Q: How has the experience of motherhood impacted your practice on an emotional/intellectual level? Has it made you view yourself/your work differently? Are there things that influence your work now that you didn't think about pre-kids?

A: Motherhood. It is everything to my practice in the sense of it defining such a part of who I am; yet it constantly impedes my art as well. My children’s joy is my joy. Their suffering is my suffering. And when they suffer I struggle to focus on my work. At the same time they are teachers and I have found that listening, having patience, and moving alongside their development stimulates my own intellectual development. I work differently mostly because of how I have to structure time. I can’t spend 12 hours or more straight in the studio working. I can’t get lost as easily. It is a balance of having one foot in one world and the other in a completely different world. But, my work after having children cannot be separated from them. I am influenced by how they see the world, how they inform and interrupt my world, and my art, in turn, is intrinsically tied to them.


Q: If your child(ren) were asked “Tell me about your mother” what do you hope they would say? Are there particular things you are trying to show/teach them as an artist, a mother, a woman?

A: My children, I believe, would tell you I cry easily, I am intense, I adore them, I listen, I am impatient, I am organized, I am creative, and I would do anything for them. In fact, they would tell you I would drop everything for them if they needed me. As far what I have taught my children and continue to teach them, I would have to say that they need to love themselves, to love their bodies, to be aware of others and show kindness, to know equality with others and honor that, to listen. I have taught them that women are strong, capable, and independent. I have taught them that artists are not special, but see things differently. And I have taught them that creativity is about problem solving and problem solving can have a million different faces.


Q: What drives you to continue to create work?

A: I think that I was born with a creative urge that can’t be contained. It is a constant. It is an impulse. A very dear friend generously called it a Divine Impulse and I am ok with that.

VICTORIA SMITS was born in Chicago, Illinois and spent most of her childhood in Rochester, New York. She has lived in Los Angeles, New York, Michigan, and Guyuk, Nigeria. Victoria Smits is a mixed media artist and former art and English educator currently living with her family in Eugene, Oregon.
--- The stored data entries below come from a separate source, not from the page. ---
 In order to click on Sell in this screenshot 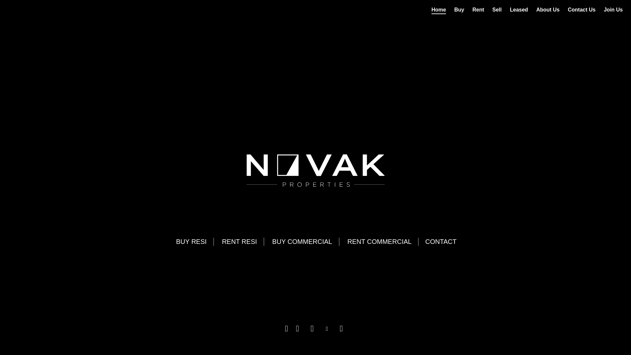, I will do `click(497, 10)`.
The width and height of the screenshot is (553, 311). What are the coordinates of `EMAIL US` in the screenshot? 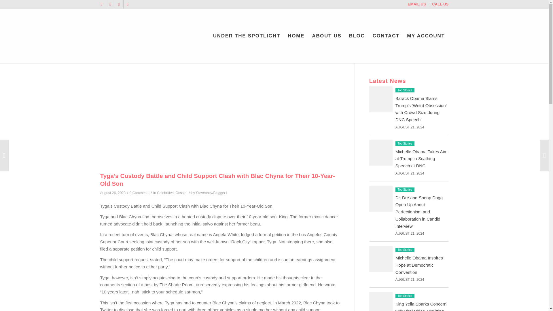 It's located at (416, 4).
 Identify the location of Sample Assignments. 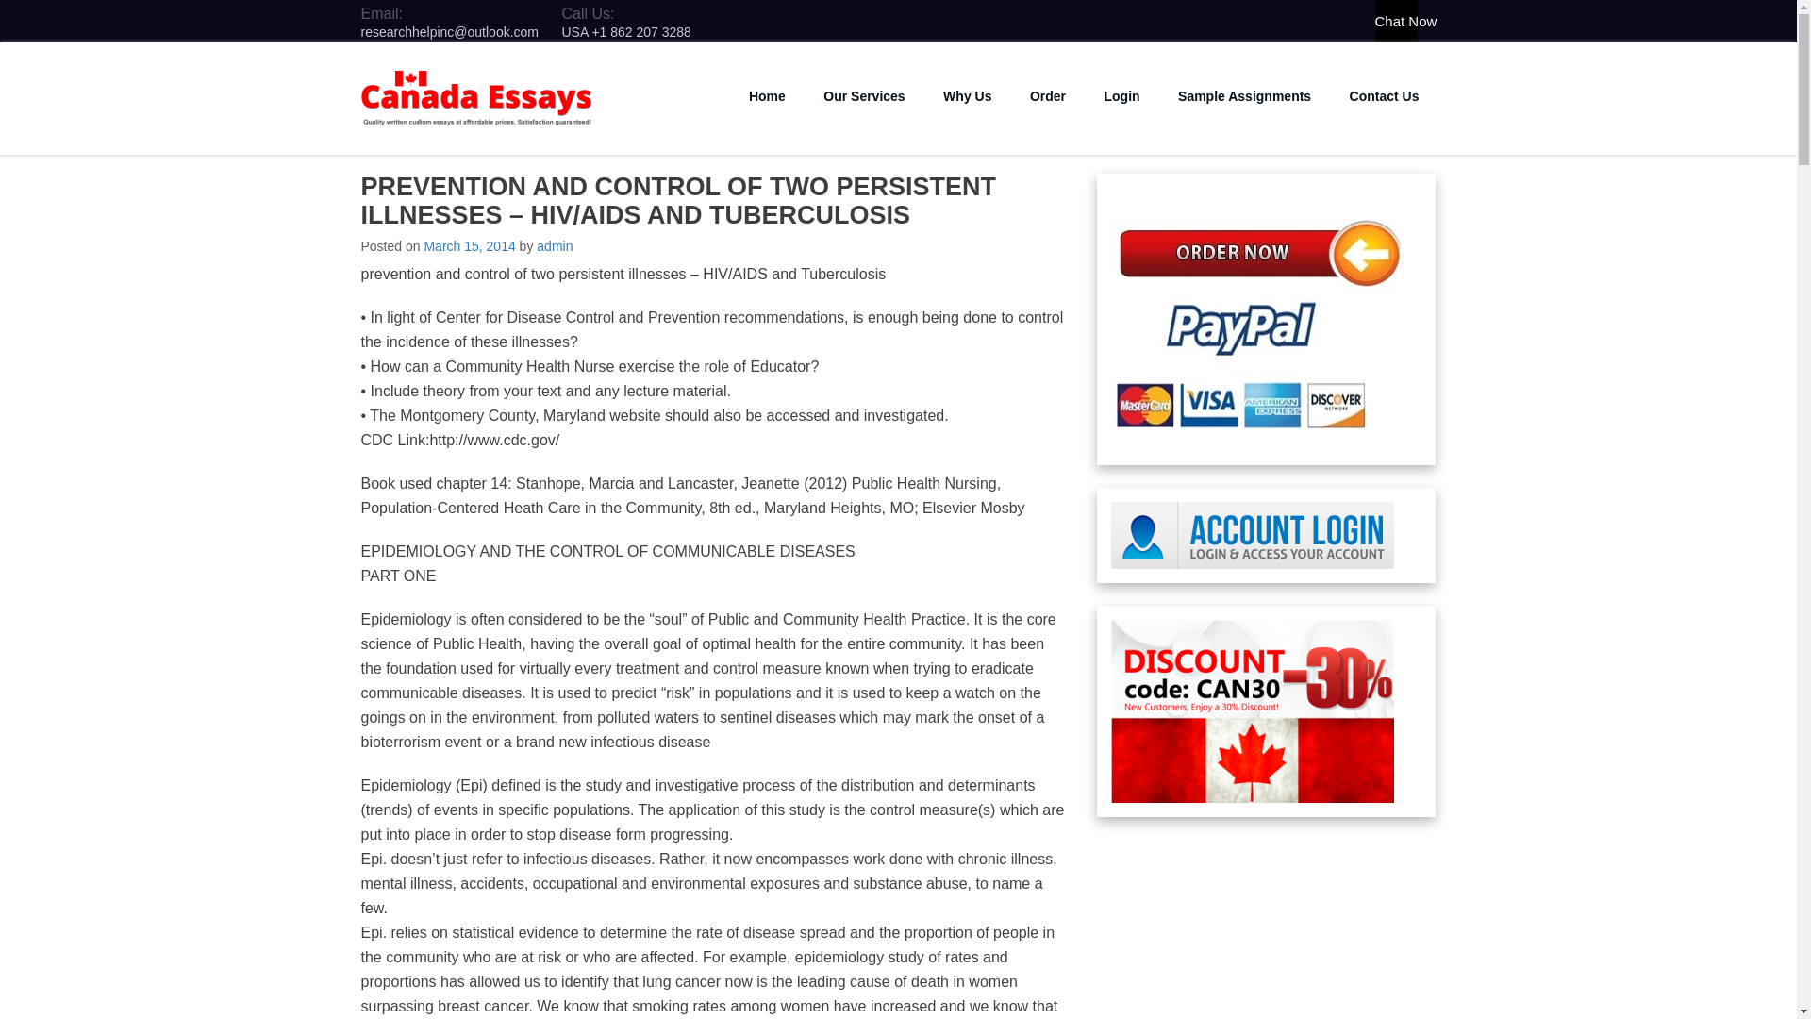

She received her BA in art, English, and secondary education from Calvin College in Grand Rapids, MI and her MA in secondary education and creative writing from the University of Buffalo. Victoria is a mother of four with a blended family and span of 17 years between her oldest and youngest child. Her creative practice is informed by her passion for seeing the connectedness of humanity and the leverage memory has in forming a context for living. Her background as an art educator guides the varied media that emerges in her work; she explores story, memoir, and record keeping through printmaking, painting, collage, sculpture, and installation.

You can see Victoria’s work A Doll’s House : Nora’s Acumen in our members exhibition re: birth until October 12th.